The Site is composed of an approximately 0.25 acre parcel located in a mixed commercial-residential-institutional neighborhood approximately 3 miles northwest of downtown Los Angeles. The western portion of the Site contains a single-story approximately 600 square foot commercial building formerly used as a restaurant.
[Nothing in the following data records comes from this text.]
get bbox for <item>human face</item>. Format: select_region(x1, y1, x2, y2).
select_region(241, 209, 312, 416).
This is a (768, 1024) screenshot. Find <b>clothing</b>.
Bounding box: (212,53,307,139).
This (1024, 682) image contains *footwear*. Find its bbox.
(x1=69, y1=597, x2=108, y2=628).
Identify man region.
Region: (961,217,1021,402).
The eastern portion contains a  one-story commercial structure, with a small second floor loft, approximately 2,600 square feet, formerly used as an automotive repair shop.

The following concerns were identified during the Phase II TBA:

Cadmium was present at concentrations that exceed the specified human health screening levels for a commercial use exposure scenario in two surface soil samples collected from the southern portion of the Site.

Four semivolatile organic compounds (SVOCs) were present at concentrations that exceed the human health screening levels in a surface soil sample collected from the southwest portion of the Site.

Total petroleum hydrocarbons as diesel (TPH-d) were present at concentrations that exceed the residential human health screening levels, but are below the commercial/industrial screening levels in southwestern portion of the Site, in the same surface soil sample as the SVOCs.

The building materials and some appurtenances (i.e., fluorescent lights and possibly other electrical equipment) in both buildings contain non-friable asbestos-containing material (ACM), lead based paint (LBP), and/or polychlorinated biphenyls (PCBs).

Ethylbenzene and chloroform are present in sub-slab soil gas above the human health screening levels for a residential exposure scenario in the former auto repair shop.

To continue reading the US-EPA ABCA, go here.

NOTE FROM CRSP REGARDING PHYTOREMEDIATION:  Although the US-EPA did not include any alternatives on  phytoremediation or phytotechnology for rendering soil contaminants harmless to human health in the ABCA, there is additional information on the successful use of various plants, trees, and microorganisms for brownfield soil remediation.  Please learn about them on line at the Center for Creative Land Recycling: http://mailchi.mp/cclr/webinars-07-31-17
or at this website for the International Journal on Phytoremediation“.   It is CRSP’s intent to apply the current US-EPA grant application for the remediation of hazardous materials within the buildings, and to develop a future remediation plan for the soils beneath the currently paved surfaces outside the buildings.